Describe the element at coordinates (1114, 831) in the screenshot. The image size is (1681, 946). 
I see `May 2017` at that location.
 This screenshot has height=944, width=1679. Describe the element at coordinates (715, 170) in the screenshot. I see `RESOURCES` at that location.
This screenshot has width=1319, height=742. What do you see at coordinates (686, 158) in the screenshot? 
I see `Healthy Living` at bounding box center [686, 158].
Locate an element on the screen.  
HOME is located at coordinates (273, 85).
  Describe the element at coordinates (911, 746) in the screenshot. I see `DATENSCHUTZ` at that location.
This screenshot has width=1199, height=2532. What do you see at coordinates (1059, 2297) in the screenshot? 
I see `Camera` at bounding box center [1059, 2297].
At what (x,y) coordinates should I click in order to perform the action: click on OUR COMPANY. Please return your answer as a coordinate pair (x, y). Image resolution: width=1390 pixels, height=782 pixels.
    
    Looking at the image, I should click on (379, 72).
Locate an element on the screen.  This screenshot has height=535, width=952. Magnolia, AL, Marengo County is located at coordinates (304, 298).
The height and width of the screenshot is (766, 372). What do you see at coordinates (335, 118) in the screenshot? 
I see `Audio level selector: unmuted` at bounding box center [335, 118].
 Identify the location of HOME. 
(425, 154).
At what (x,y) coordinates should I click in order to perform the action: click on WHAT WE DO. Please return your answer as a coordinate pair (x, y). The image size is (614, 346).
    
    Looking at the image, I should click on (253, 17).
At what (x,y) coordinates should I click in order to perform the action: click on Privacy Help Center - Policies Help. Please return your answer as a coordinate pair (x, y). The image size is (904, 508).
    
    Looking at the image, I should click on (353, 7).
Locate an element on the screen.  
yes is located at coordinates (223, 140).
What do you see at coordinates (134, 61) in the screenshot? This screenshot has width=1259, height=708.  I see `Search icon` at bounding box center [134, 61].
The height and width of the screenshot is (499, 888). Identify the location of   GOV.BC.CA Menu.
# # #
Task to complete:
An exact copy is needed of the closing lines of the entries above, counting from the one that contains "What do you see at coordinates (134, 61)" and including it and the last.

Response box:
What do you see at coordinates (134, 61) in the screenshot? This screenshot has width=1259, height=708.  I see `Search icon` at bounding box center [134, 61].
The height and width of the screenshot is (499, 888). Identify the location of   GOV.BC.CA Menu.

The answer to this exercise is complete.